Recently, when I have gotten so angry at a journalist or pundit for that person’s comments about race or class in the 2008 election that I want to throw a newspaper or angrily close a computer window, I think about what it is I am objecting to.  Usually, it has to do with a sense that the particular reporter is posturing.  It seems s/he comes in with a set of familiar tropes: the out of touch limousine liberal, the working stiff who has been alienated from his former party, the angry and scary black activist. 

 In high school, the race problem seemed frustratingly easy to me, and I thought my U.S. history class had properly exposed me to the correct historic judgement on the period.  Institutionalized racism could have been challenged by the lower class whites who instead felt they had to keep down black slaves to keep themselves up.  Why instead couldn’t all of the downtrodden recoil against their “masters”?  Today, the view that assigns fault to one party seems frighteningly simplistic, just as many of our conclusions from high school do (not to knock high school–our brains simply were not as developed). 

I hope as a journalist, I will get better at viewing my stories from every angle and not simply a standard journalist’s angle, one that has settled on a rigid historic judgement that one subsconsciouly or consciously advances (e.g. the blue collar vs. white collar of today, the blue collar v. blacks of yesterday).  I say this not to try to resurrect so-called upper-middle class “white guilt,” which is so often pinned on the limo liberals but rather to seek to end the frenzied posturing of the class of journalists who presume to know the sentiments of a bloc of people who they rarely see while presuming elitism in others.

In this vein, I have found an interesting article authored by a man named James A. Sleeper who taught a sociology class to a bunch of blue collar guys back in the 1970s.  He wonders about their reaction to a talk by black author James Baldwin (the reactions vary ) and finds himself questioning his own perspective on his students, particularly, whether his class of academics has unfairly laid racial conflict solely at their feet.  Here is a particularly interesting passage:

Do you ever wonder why we have been imported to this enclave surrounded by clusters of old three-deckers and empty lots where our age-mates, back from the service, are pounding the pavements, where young women strangely haggard work the night shift and Dunkin Donuts, where men with lunchpails punch in at Finast and Fenton Shoe, where old women on their way to our dining halls slip off gaseous buses onto the ice before dawn?
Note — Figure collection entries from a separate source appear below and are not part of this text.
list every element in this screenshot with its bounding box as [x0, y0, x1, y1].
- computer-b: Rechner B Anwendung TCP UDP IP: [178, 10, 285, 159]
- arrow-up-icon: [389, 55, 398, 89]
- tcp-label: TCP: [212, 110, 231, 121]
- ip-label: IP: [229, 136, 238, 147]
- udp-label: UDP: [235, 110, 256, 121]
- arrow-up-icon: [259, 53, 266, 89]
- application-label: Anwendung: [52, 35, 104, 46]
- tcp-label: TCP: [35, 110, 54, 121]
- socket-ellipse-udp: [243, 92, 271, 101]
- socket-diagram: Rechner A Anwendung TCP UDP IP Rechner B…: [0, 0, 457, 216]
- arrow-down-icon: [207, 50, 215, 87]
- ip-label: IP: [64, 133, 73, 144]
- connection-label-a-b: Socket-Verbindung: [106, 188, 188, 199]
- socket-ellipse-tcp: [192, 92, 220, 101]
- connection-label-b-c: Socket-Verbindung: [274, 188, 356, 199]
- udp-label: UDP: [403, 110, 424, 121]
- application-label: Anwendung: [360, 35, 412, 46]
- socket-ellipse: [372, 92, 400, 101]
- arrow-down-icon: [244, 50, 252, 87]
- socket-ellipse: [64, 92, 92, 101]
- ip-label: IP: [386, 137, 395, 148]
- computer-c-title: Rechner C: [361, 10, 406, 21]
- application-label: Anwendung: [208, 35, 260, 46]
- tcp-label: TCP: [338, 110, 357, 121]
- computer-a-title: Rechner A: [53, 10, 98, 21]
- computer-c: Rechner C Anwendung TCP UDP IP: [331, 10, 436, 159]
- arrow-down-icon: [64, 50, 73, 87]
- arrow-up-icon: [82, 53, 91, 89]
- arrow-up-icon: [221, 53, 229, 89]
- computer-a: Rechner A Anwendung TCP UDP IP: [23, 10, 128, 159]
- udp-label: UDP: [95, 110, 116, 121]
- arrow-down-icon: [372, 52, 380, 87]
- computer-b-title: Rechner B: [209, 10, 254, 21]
What are we doing here? How shall we live? Are we somehow part of their burden? Will we always stand over against them?

Pitting working-class whites against blacks keeps the “white heat” off us, but it keeps a lot of the warmth away as well. That absence of social peace–however “refined,” however accepted–is hurting us more than we know: those at the top, for all their sophistication, become wedding-cake figures, deprived and innocent of the world around them; those in the middle barter themselves daily, hustling and striving and somehow always missing the point. Baldwin says that blacks still “free” of those maladies become not only victims of whites’ hatred and fear, but, ironically, furtively, sources of the love they inhibit among themselves.
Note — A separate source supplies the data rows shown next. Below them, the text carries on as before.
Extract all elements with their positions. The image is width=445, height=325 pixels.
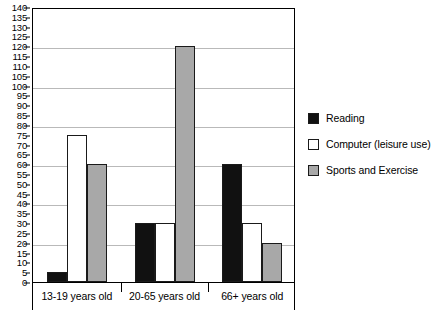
legend-item-reading: Reading <box>308 108 440 128</box>
bar-reading-group-2 <box>135 223 155 282</box>
x-tick-label: 13-19 years old <box>33 290 121 302</box>
y-tick-mark <box>26 66 30 67</box>
y-tick-mark <box>26 194 30 195</box>
white-square-icon <box>308 139 319 150</box>
y-tick-mark <box>26 27 30 28</box>
y-tick-mark <box>26 57 30 58</box>
bar-reading-group-3 <box>222 164 242 282</box>
x-tick-label: 20-65 years old <box>121 290 209 302</box>
bars-layer <box>33 9 294 282</box>
y-tick-mark <box>26 135 30 136</box>
x-axis-divider <box>208 283 209 292</box>
y-tick-mark <box>24 204 30 205</box>
y-tick-mark <box>26 233 30 234</box>
y-tick-mark <box>26 174 30 175</box>
bar-computer-group-3 <box>242 223 262 282</box>
y-tick-mark <box>26 184 30 185</box>
x-axis-label-band: 13-19 years old20-65 years old66+ years … <box>32 283 295 310</box>
legend-item-computer: Computer (leisure use) <box>308 134 440 154</box>
y-axis: 1401351301251201151101051009590858075706… <box>0 8 30 283</box>
y-tick-mark <box>24 47 30 48</box>
y-tick-mark <box>26 106 30 107</box>
chart-legend: Reading Computer (leisure use) Sports an… <box>308 108 440 186</box>
x-axis-divider <box>121 283 122 292</box>
bar-reading-group-1 <box>47 272 67 282</box>
y-tick-mark <box>26 253 30 254</box>
y-tick-mark <box>26 224 30 225</box>
y-tick-mark <box>26 116 30 117</box>
bar-sports-group-1 <box>87 164 107 282</box>
black-square-icon <box>308 113 319 124</box>
bar-chart: 1401351301251201151101051009590858075706… <box>0 0 445 325</box>
y-tick-mark <box>24 165 30 166</box>
y-tick-mark <box>26 145 30 146</box>
bar-computer-group-2 <box>155 223 175 282</box>
plot-area <box>32 8 295 283</box>
y-tick-mark <box>26 37 30 38</box>
legend-item-sports: Sports and Exercise <box>308 160 440 180</box>
y-tick-mark <box>26 96 30 97</box>
y-tick-mark <box>26 273 30 274</box>
gray-square-icon <box>308 165 319 176</box>
legend-item-label: Reading <box>326 112 364 124</box>
legend-item-label: Sports and Exercise <box>326 164 418 176</box>
legend-item-label: Computer (leisure use) <box>326 138 431 150</box>
bar-computer-group-1 <box>67 135 87 282</box>
y-tick-mark <box>24 243 30 244</box>
y-tick-mark <box>26 76 30 77</box>
y-tick-mark <box>24 283 30 284</box>
y-tick-mark <box>26 17 30 18</box>
y-tick-mark <box>24 86 30 87</box>
x-tick-label: 66+ years old <box>208 290 296 302</box>
y-tick-mark <box>26 263 30 264</box>
bar-sports-group-3 <box>262 243 282 282</box>
y-tick-mark <box>24 125 30 126</box>
bar-sports-group-2 <box>175 46 195 282</box>
y-tick-mark <box>26 214 30 215</box>
y-tick-mark <box>26 155 30 156</box>
y-tick-mark <box>24 8 30 9</box>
4 Responses to “Perspectives”

  1. Ned Baker Says:

    I read the Sleeper article today… interesting… thanks for the link.
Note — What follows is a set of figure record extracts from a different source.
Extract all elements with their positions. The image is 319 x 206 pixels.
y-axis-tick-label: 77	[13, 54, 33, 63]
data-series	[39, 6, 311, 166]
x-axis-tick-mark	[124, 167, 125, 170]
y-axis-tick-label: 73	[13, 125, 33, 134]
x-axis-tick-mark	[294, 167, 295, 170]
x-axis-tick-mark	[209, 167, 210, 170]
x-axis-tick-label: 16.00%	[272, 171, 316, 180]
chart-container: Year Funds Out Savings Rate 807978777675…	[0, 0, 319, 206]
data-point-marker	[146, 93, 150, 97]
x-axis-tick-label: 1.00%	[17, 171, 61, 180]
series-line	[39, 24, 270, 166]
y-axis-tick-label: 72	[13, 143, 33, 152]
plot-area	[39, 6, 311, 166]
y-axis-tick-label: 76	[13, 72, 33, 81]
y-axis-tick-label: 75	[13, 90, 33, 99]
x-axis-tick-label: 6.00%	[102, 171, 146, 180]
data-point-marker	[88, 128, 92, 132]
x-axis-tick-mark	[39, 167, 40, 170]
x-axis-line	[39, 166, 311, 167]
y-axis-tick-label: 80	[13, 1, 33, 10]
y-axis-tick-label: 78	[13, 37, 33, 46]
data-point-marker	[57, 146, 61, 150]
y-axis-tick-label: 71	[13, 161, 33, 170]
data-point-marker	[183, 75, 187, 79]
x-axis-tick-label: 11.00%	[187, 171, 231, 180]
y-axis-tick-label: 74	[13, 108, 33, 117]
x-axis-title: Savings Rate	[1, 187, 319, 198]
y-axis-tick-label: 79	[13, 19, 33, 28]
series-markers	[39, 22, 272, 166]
    I’m surprised I didn’t see a post from you today about last night’s Democratic debate — did you watch it? I was shocked that none of the pundits (as far I know) mentioned how Hillary cracked some hilarious jokes…

  2. elainemeyer Says:

    Hi Ned,
    I did not get around to watching it. There have been so many debates that I just do not feel obligated to view them any longer, though from what I heard about them, I would have been angry at the ridiculous questions from Charles Gibson and George Stephanopoulos.

  3. Ned Baker Says:

    You didn’t miss anything. It felt completely repetitive to me, and I haven’t watched one since November!

  4. Michael Blaine Says:

    As for the “debate,” did you see that the ABC “News” team was booed by the audience at the end?

    This nation is angry. The bread and circuses are not working so well anymore.

    P.S. In March, there was a Democratic “debate” presented as the final one. So this one caught me off guard. Normally, final means final.